32And what more should I say? For time would fail me to tell of Gideon, Barak, Samson, Jephthah, of David and Samuel and the prophets-33who through faith conquered kingdoms, administered justice, obtained promises, shut the mouths of lions, 34quenched raging fire, escaped the edge of the sword, won strength out of weakness, became mighty in war, put foreign armies to flight.35Women received their dead by resurrection. Others were tortured, refusing to accept release, in order to obtain a better resurrection. 36Others suffered mocking and flogging, and even chains and imprisonment. 37They were stoned to death, they were sawn in two, they were killed by the sword; they went about in skins of sheep and goats, destitute, persecuted, tormented-38of whom the world was not worthy. They wandered in deserts and mountains, and in caves and holes in the ground.39Yet all these, though they were commended for their faith, did not receive what was promised, 40since God had provided something better so that they would not, apart from us, be made perfect.
1Therefore, since we are surrounded by so great a cloud of witnesses, let us also lay aside every weight and the sin that clings so closely, and let us run with perseverance the race that is set before us, 2looking to Jesus the pioneer and perfecter of our faith, who for the sake of the joy that was set before him endured the cross, disregarding its shame, and has taken his seat at the right hand of the throne of God.
Jeremiah 23:23-29 The Message (MSG)
23-24 “Am I not a God near at hand”—God’s Decree—
“and not a God far off?
Can anyone hide out in a corner
where I can’t see him?”
God’s Decree.
“Am I not present everywhere,
whether seen or unseen?”
God’s Decree.
25-27 “I know what they’re saying, all these prophets who preach lies using me as their text, saying ‘I had this dream!
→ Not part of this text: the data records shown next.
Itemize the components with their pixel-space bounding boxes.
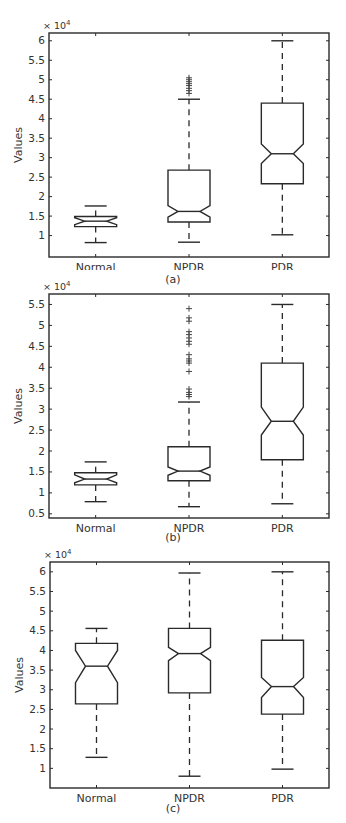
notched-box xyxy=(169,628,211,692)
box-npdr xyxy=(169,562,211,788)
y-tick-label: 1.5 xyxy=(29,742,46,754)
y-tick-label: 3 xyxy=(39,683,46,695)
notched-box xyxy=(262,640,304,714)
y-axis-label: Values xyxy=(13,657,26,693)
boxplot-panel-c: 11.522.533.544.555.56× 104ValuesNormalNP… xyxy=(0,0,346,823)
y-tick-label: 5.5 xyxy=(29,585,46,597)
y-tick-label: 4 xyxy=(39,644,46,656)
y-tick-label: 1 xyxy=(39,762,46,774)
boxplot-chart-c: 11.522.533.544.555.56× 104ValuesNormalNP… xyxy=(0,0,346,823)
y-tick-label: 5 xyxy=(39,605,46,617)
box-normal xyxy=(76,562,118,788)
y-tick-label: 6 xyxy=(39,565,46,577)
y-tick-label: 2.5 xyxy=(29,703,46,715)
y-tick-label: 3.5 xyxy=(29,664,46,676)
y-tick-label: 2 xyxy=(39,723,46,735)
box-pdr xyxy=(262,562,304,788)
y-multiplier-label: × 104 xyxy=(44,548,72,560)
notched-box xyxy=(76,643,118,704)
caption-c: (c) xyxy=(0,802,346,815)
y-tick-label: 4.5 xyxy=(29,624,46,636)
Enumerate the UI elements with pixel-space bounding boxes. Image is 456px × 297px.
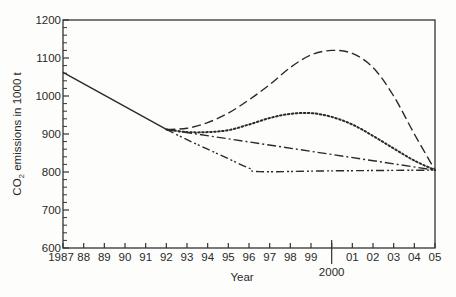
y-axis-title: CO2 emissions in 1000 t [11,72,26,196]
x-tick-label: 99 [305,251,318,263]
x-tick-label: 97 [263,251,276,263]
x-tick-label: 98 [284,251,297,263]
series-group [63,50,435,171]
y-tick-label: 900 [42,128,61,140]
x-tick-label: 93 [181,251,194,263]
x-tick-label: 92 [160,251,173,263]
annotation-2000: 2000 [319,266,345,278]
y-axis: 600700800900100011001200 [35,14,69,254]
line-chart: 600700800900100011001200 198788899091929… [0,0,456,297]
y-tick-label: 700 [42,204,61,216]
x-tick-label: 04 [408,251,421,263]
series-line-1 [166,50,435,170]
x-tick-label: 89 [98,251,111,263]
y-tick-label: 1200 [35,14,61,26]
x-tick-label: 02 [367,251,380,263]
x-tick-label: 94 [201,251,214,263]
series-line-2 [166,113,435,170]
series-line-0 [63,72,166,129]
y-tick-label: 1000 [35,90,61,102]
y-tick-label: 800 [42,166,61,178]
x-tick-label: 88 [77,251,90,263]
x-axis-title: Year [230,271,253,283]
x-tick-label: 1987 [48,251,74,263]
x-tick-label: 96 [243,251,256,263]
x-tick-label: 91 [139,251,152,263]
x-tick-label: 03 [387,251,400,263]
x-tick-label: 90 [119,251,132,263]
plot-frame [63,20,435,248]
x-tick-label: 01 [346,251,359,263]
y-tick-label: 1100 [36,52,61,64]
x-tick-label: 95 [222,251,235,263]
x-tick-label: 05 [429,251,442,263]
x-axis: 19878889909192939495969798990102030405 [48,243,441,263]
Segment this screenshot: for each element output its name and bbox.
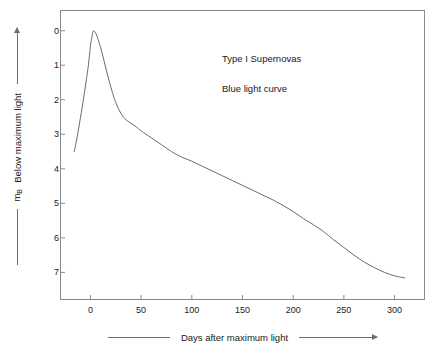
y-axis-title-group: Below maximum light mB xyxy=(8,28,26,292)
x-tick-label-200: 200 xyxy=(286,306,301,315)
y-axis-up-arrow-icon xyxy=(17,28,18,84)
x-axis-title-group: Days after maximum light xyxy=(60,330,425,344)
y-tick-label-6: 6 xyxy=(54,233,59,242)
y-tick-label-7: 7 xyxy=(54,268,59,277)
y-tick-label-4: 4 xyxy=(54,164,59,173)
y-tick-label-5: 5 xyxy=(54,199,59,208)
annotation-supernova-type: Type I Supernovas xyxy=(222,53,301,64)
y-axis-symbol-subscript: B xyxy=(16,189,23,194)
x-axis-right-arrow-icon xyxy=(299,337,377,338)
y-axis-symbol: mB xyxy=(11,189,23,204)
x-tick-label-100: 100 xyxy=(184,306,199,315)
x-tick-label-250: 250 xyxy=(336,306,351,315)
y-axis-bottom-rule xyxy=(17,209,18,265)
supernova-light-curve-figure: 050100150200250300 01234567 Type I Super… xyxy=(0,0,441,356)
annotation-curve-band: Blue light curve xyxy=(222,83,287,94)
y-tick-label-2: 2 xyxy=(54,95,59,104)
x-tick-label-50: 50 xyxy=(136,306,146,315)
x-axis-left-rule xyxy=(108,337,170,338)
y-tick-label-3: 3 xyxy=(54,130,59,139)
x-axis-title: Days after maximum light xyxy=(172,332,297,343)
x-tick-label-300: 300 xyxy=(387,306,402,315)
y-axis-symbol-main: m xyxy=(11,193,22,201)
y-tick-label-1: 1 xyxy=(54,61,59,70)
y-tick-label-0: 0 xyxy=(54,26,59,35)
x-tick-label-0: 0 xyxy=(88,306,93,315)
x-tick-label-150: 150 xyxy=(235,306,250,315)
y-axis-title: Below maximum light xyxy=(12,87,23,189)
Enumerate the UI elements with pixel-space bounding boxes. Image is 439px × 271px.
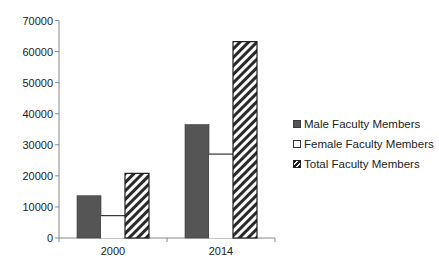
- y-tick-label: 10000: [22, 201, 53, 213]
- legend-label: Female Faculty Members: [304, 138, 434, 150]
- legend: Male Faculty Members Female Faculty Memb…: [293, 114, 434, 174]
- legend-item-total: Total Faculty Members: [293, 154, 434, 174]
- bar: [233, 42, 257, 238]
- bar: [185, 125, 209, 238]
- legend-label: Total Faculty Members: [304, 158, 420, 170]
- legend-swatch-female: [293, 140, 301, 148]
- legend-item-male: Male Faculty Members: [293, 114, 434, 134]
- y-tick-label: 20000: [22, 170, 53, 182]
- legend-label: Male Faculty Members: [304, 118, 420, 130]
- y-tick-label: 30000: [22, 139, 53, 151]
- bar: [101, 216, 125, 238]
- x-tick-label: 2014: [191, 245, 251, 257]
- legend-swatch-male: [293, 120, 301, 128]
- bar: [125, 173, 149, 238]
- y-tick-label: 0: [47, 232, 53, 244]
- bar-chart: 010000200003000040000500006000070000 200…: [0, 0, 439, 271]
- y-tick-label: 70000: [22, 15, 53, 27]
- legend-item-female: Female Faculty Members: [293, 134, 434, 154]
- y-tick-label: 40000: [22, 108, 53, 120]
- bar: [77, 196, 101, 238]
- legend-swatch-total: [293, 160, 301, 168]
- y-tick-label: 50000: [22, 77, 53, 89]
- y-tick-label: 60000: [22, 46, 53, 58]
- bar: [209, 154, 233, 238]
- x-tick-label: 2000: [83, 245, 143, 257]
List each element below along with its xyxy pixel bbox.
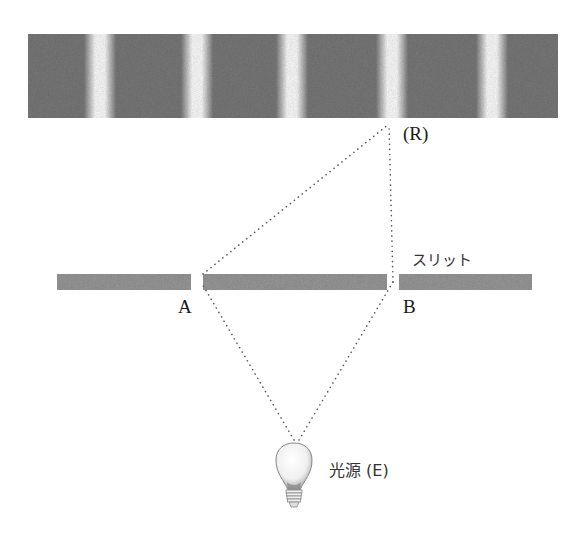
label-screen-point-r: (R): [403, 123, 428, 145]
label-slit: スリット: [412, 248, 472, 269]
slit-plate-segment: [203, 274, 387, 290]
interference-pattern: [28, 34, 558, 118]
label-slit-b: B: [403, 296, 416, 318]
path-b-to-r: [389, 124, 393, 282]
path-e-to-b: [299, 282, 393, 440]
slit-plate-segment: [399, 274, 532, 290]
label-slit-a: A: [178, 296, 192, 318]
fringe-screen: [28, 34, 558, 118]
label-light-source: 光源 (E): [329, 457, 389, 481]
double-slit-diagram: (R) スリット A B 光源 (E): [0, 0, 586, 545]
light-bulb-icon: [276, 443, 312, 507]
slit-plate-segment: [57, 274, 191, 290]
path-a-to-r: [203, 124, 389, 274]
slit-plate: [57, 274, 532, 290]
path-e-to-a: [201, 282, 294, 440]
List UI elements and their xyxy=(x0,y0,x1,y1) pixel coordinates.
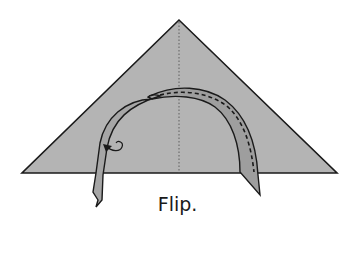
origami-diagram xyxy=(0,0,355,253)
caption-text: Flip. xyxy=(0,193,355,215)
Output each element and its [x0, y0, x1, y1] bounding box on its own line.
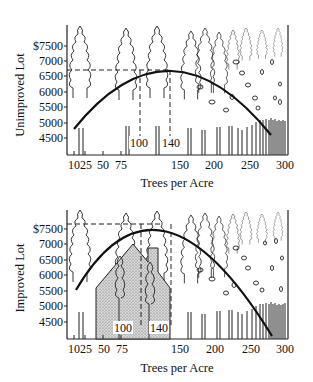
svg-text:150: 150: [171, 158, 189, 172]
marker-100-label: 100: [130, 136, 148, 150]
y-axis-title: Unimproved Lot: [13, 53, 27, 137]
svg-text:300: 300: [276, 158, 294, 172]
marker-140-label: 140: [150, 321, 168, 335]
svg-text:7000: 7000: [39, 237, 63, 251]
svg-text:7000: 7000: [39, 54, 63, 68]
svg-text:10: 10: [68, 342, 80, 356]
svg-text:5000: 5000: [39, 299, 63, 313]
svg-text:$7500: $7500: [33, 39, 63, 53]
y-axis-title: Improved Lot: [13, 243, 27, 313]
chart-unimproved-lot: 100 140 $7500 7000 6500 6000 5500 5000 4…: [13, 25, 294, 190]
svg-text:5500: 5500: [39, 284, 63, 298]
svg-text:250: 250: [242, 342, 260, 356]
y-tick-labels: $7500 7000 6500 6000 5500 5000 4500: [33, 39, 67, 145]
svg-text:5000: 5000: [39, 116, 63, 130]
svg-text:200: 200: [205, 158, 223, 172]
svg-text:50: 50: [97, 158, 109, 172]
marker-100-label: 100: [114, 321, 132, 335]
svg-text:6000: 6000: [39, 268, 63, 282]
svg-text:6500: 6500: [39, 69, 63, 83]
svg-text:6000: 6000: [39, 85, 63, 99]
svg-text:25: 25: [80, 342, 92, 356]
svg-text:25: 25: [80, 158, 92, 172]
y-tick-labels: $7500 7000 6500 6000 5500 5000 4500: [33, 222, 67, 329]
svg-text:200: 200: [206, 342, 224, 356]
svg-text:50: 50: [98, 342, 110, 356]
svg-text:$7500: $7500: [33, 222, 63, 236]
svg-text:75: 75: [115, 158, 127, 172]
svg-text:10: 10: [68, 158, 80, 172]
svg-text:250: 250: [241, 158, 259, 172]
marker-140-label: 140: [162, 136, 180, 150]
svg-text:4500: 4500: [39, 131, 63, 145]
x-axis-title: Trees per Acre: [140, 361, 214, 375]
value-curve: [74, 71, 271, 135]
svg-text:5500: 5500: [39, 100, 63, 114]
svg-text:4500: 4500: [39, 315, 63, 329]
svg-text:6500: 6500: [39, 253, 63, 267]
x-axis-title: Trees per Acre: [140, 176, 214, 190]
svg-text:75: 75: [116, 342, 128, 356]
svg-text:300: 300: [276, 342, 294, 356]
chart-improved-lot: 100 140 $7500 7000 6500 6000 5500 5000 4…: [13, 210, 294, 375]
svg-text:150: 150: [171, 342, 189, 356]
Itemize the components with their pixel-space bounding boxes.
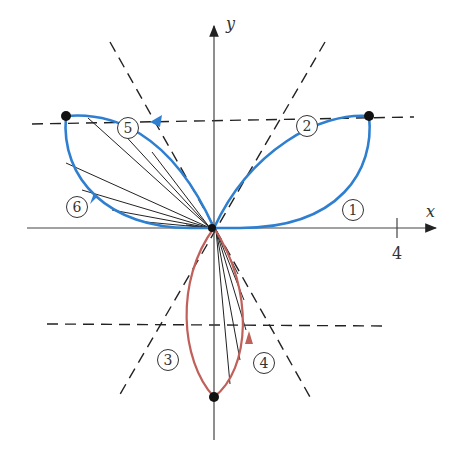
stage-label-4: 4 [253,352,275,374]
point-right-tip [364,111,374,121]
x-axis-label: x [426,202,435,221]
arrow-stage-5-icon [150,115,162,127]
stage-label-3: 3 [157,349,179,371]
x-tick-label-4: 4 [392,244,402,263]
stage-label-2: 2 [296,115,318,137]
dashed-line-120deg [119,42,325,396]
y-axis-label: y [226,14,235,33]
point-bottom-tip [209,392,219,402]
dashed-line-30deg [32,117,414,124]
axes [27,26,436,440]
left-petal-chords [66,118,210,228]
point-left-tip [61,111,71,121]
point-origin [208,224,216,232]
rose-curve-diagram [0,0,458,455]
stage-label-6: 6 [66,196,88,218]
dashed-line-150deg [47,324,385,326]
stage-label-5: 5 [117,117,139,139]
arrow-stage-4-icon [245,331,253,344]
bottom-petal-curve [187,228,243,397]
stage-label-1: 1 [342,199,364,221]
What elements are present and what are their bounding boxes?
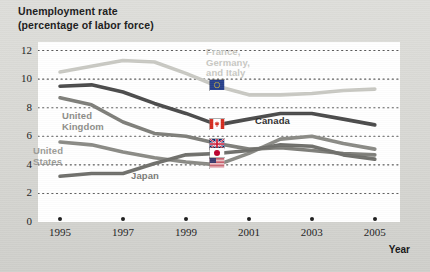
chart-page: Unemployment rate (percentage of labor f… — [0, 0, 430, 272]
x-tick-dot — [184, 217, 188, 221]
x-tick-label: 1999 — [175, 226, 197, 238]
x-axis-title: Year — [389, 244, 410, 255]
x-tick-label: 1997 — [112, 226, 134, 238]
x-tick-dot — [247, 217, 251, 221]
series-label-france-germany-italy: France, Germany, and Italy — [206, 47, 250, 79]
x-tick-label: 1995 — [49, 226, 71, 238]
canada-flag — [210, 119, 225, 130]
series-label-canada: Canada — [255, 116, 290, 127]
x-tick-label: 2005 — [364, 226, 386, 238]
series-label-united-states: United States — [33, 146, 63, 167]
x-tick-dot — [121, 217, 125, 221]
eu-flag — [210, 79, 225, 90]
x-axis-labels: 199519971999200120032005 — [0, 226, 430, 246]
series-label-united-kingdom: United Kingdom — [62, 111, 104, 132]
x-tick-dot — [58, 217, 62, 221]
united-states-flag — [210, 157, 225, 168]
series-label-japan: Japan — [131, 171, 159, 182]
x-tick-label: 2001 — [238, 226, 260, 238]
x-tick-dot — [373, 217, 377, 221]
x-tick-dot — [310, 217, 314, 221]
x-tick-label: 2003 — [301, 226, 323, 238]
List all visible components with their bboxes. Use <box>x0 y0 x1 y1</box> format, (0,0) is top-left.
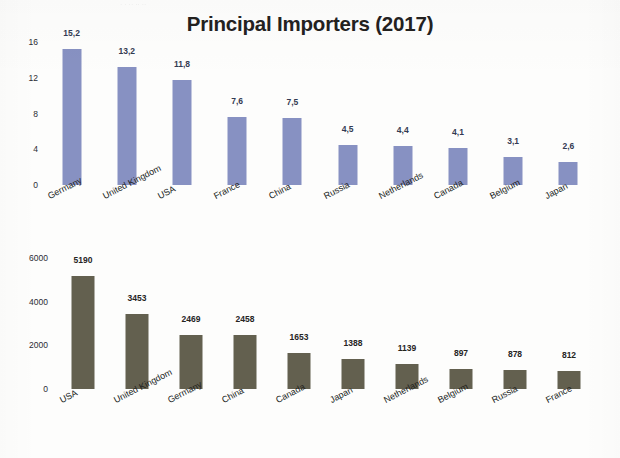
scan-ghost-header: · · ·· ·· ·· <box>120 1 510 8</box>
y-tick-value: 2000 <box>4 340 48 350</box>
y-axis-share: 0481216 <box>10 42 38 185</box>
bar-slot: 4,5 <box>320 42 375 185</box>
bar-slot: 3,1 <box>486 42 541 185</box>
y-tick-share: 4 <box>10 144 38 154</box>
bar-slot: 812 <box>542 258 596 389</box>
plot-area-share: 0481216 15,213,211,87,67,54,54,44,13,12,… <box>0 42 620 185</box>
bar-value-label: 3453 <box>128 293 147 303</box>
bar-value-label: 15,2 <box>63 28 80 38</box>
bar-group-value: 5190345324692458165313881139897878812 <box>56 258 612 389</box>
bar-value-label: 1653 <box>290 332 309 342</box>
bar-slot: 878 <box>488 258 542 389</box>
bar-usa[interactable] <box>72 276 95 389</box>
y-tick-share: 12 <box>10 73 38 83</box>
plot-area-value: 0200040006000 51903453246924581653138811… <box>0 258 620 389</box>
bar-china[interactable] <box>283 118 302 185</box>
bar-slot: 7,5 <box>265 42 320 185</box>
y-tick-value: 0 <box>4 384 48 394</box>
bar-usa[interactable] <box>172 80 191 185</box>
bar-value-label: 4,1 <box>452 127 464 137</box>
bar-slot: 2469 <box>164 258 218 389</box>
chart-importers-share: 0481216 15,213,211,87,67,54,54,44,13,12,… <box>0 42 620 237</box>
page-canvas: · · ·· ·· ·· Principal Importers (2017) … <box>0 0 620 458</box>
bar-slot: 3453 <box>110 258 164 389</box>
bar-slot: 4,1 <box>430 42 485 185</box>
y-tick-value: 4000 <box>4 297 48 307</box>
bar-slot: 15,2 <box>44 42 99 185</box>
bar-slot: 1388 <box>326 258 380 389</box>
bar-value-label: 4,5 <box>342 124 354 134</box>
bar-japan[interactable] <box>342 359 365 389</box>
bar-value-label: 812 <box>562 350 576 360</box>
x-tick-label: USA <box>58 388 79 405</box>
bar-value-label: 2,6 <box>562 141 574 151</box>
bar-slot: 5190 <box>56 258 110 389</box>
bar-slot: 13,2 <box>99 42 154 185</box>
bar-slot: 4,4 <box>375 42 430 185</box>
bar-germany[interactable] <box>62 49 81 185</box>
bar-slot: 2,6 <box>541 42 596 185</box>
bar-value-label: 4,4 <box>397 125 409 135</box>
bar-value-label: 13,2 <box>119 46 136 56</box>
x-axis-share: GermanyUnited KingdomUSAFranceChinaRussi… <box>44 188 610 240</box>
bar-value-label: 11,8 <box>174 59 190 69</box>
y-axis-value: 0200040006000 <box>4 258 48 389</box>
x-tick-label: USA <box>156 184 177 201</box>
page-title: Principal Importers (2017) <box>0 12 620 36</box>
y-tick-share: 16 <box>10 37 38 47</box>
bar-russia[interactable] <box>338 145 357 185</box>
bar-value-label: 7,6 <box>231 96 243 106</box>
bar-value-label: 1388 <box>344 338 363 348</box>
x-axis-value: USAUnited KingdomGermanyChinaCanadaJapan… <box>56 392 612 444</box>
y-tick-share: 0 <box>10 180 38 190</box>
bar-value-label: 7,5 <box>286 97 298 107</box>
bar-france[interactable] <box>228 117 247 185</box>
bar-value-label: 1139 <box>398 343 416 353</box>
bar-value-label: 5190 <box>74 255 93 265</box>
chart-importers-value: 0200040006000 51903453246924581653138811… <box>0 258 620 453</box>
bar-slot: 7,6 <box>210 42 265 185</box>
bar-slot: 2458 <box>218 258 272 389</box>
bar-slot: 1653 <box>272 258 326 389</box>
bar-value-label: 3,1 <box>507 136 519 146</box>
bar-slot: 897 <box>434 258 488 389</box>
bar-slot: 1139 <box>380 258 434 389</box>
bar-value-label: 2469 <box>182 314 201 324</box>
bar-group-share: 15,213,211,87,67,54,54,44,13,12,6 <box>44 42 610 185</box>
y-tick-share: 8 <box>10 109 38 119</box>
bar-value-label: 2458 <box>236 314 255 324</box>
y-tick-value: 6000 <box>4 253 48 263</box>
bar-value-label: 878 <box>508 349 522 359</box>
bar-united-kingdom[interactable] <box>117 67 136 185</box>
bar-slot: 11,8 <box>154 42 209 185</box>
bar-china[interactable] <box>234 335 257 389</box>
bar-value-label: 897 <box>454 348 468 358</box>
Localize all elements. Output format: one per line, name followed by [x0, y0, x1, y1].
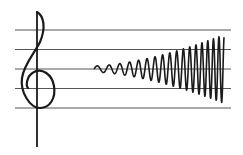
- staff-figure: [0, 0, 243, 155]
- music-staff-diagram: [0, 0, 243, 155]
- growing-wave: [94, 37, 224, 103]
- treble-clef-icon: [22, 12, 55, 147]
- clef-curve: [22, 12, 55, 108]
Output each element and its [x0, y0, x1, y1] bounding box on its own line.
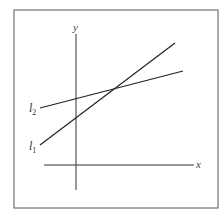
- figure-frame: [14, 10, 218, 208]
- line-l1: [40, 43, 175, 145]
- y-axis-label: y: [72, 21, 78, 33]
- line-l2-subscript: 2: [32, 108, 36, 117]
- diagram-canvas: x y l2 l1: [0, 0, 223, 217]
- line-l1-subscript: 1: [32, 146, 36, 155]
- line-l2: [40, 71, 183, 108]
- x-axis-label: x: [195, 158, 201, 170]
- line-l1-label: l1: [29, 139, 36, 155]
- line-l2-label: l2: [29, 101, 36, 117]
I had this dream!’ How long do I have to put up with this? Do these prophets give two cents about me as they preach their lies and spew out their grandiose delusions? They swap dreams with one another, feed on each other’s delusive dreams, trying to distract my people from me just as their ancestors were distracted by the no-god Baal.
28-29 “You prophets who do nothing but dream—
go ahead and tell your silly dreams.
But you prophets who have a message from me—
tell it truly and faithfully.
What does straw have in common with wheat?
Nothing else is like God’s Decree.
Isn’t my Message like fire?” God’s Decree.
“Isn’t it like a sledgehammer busting a rock?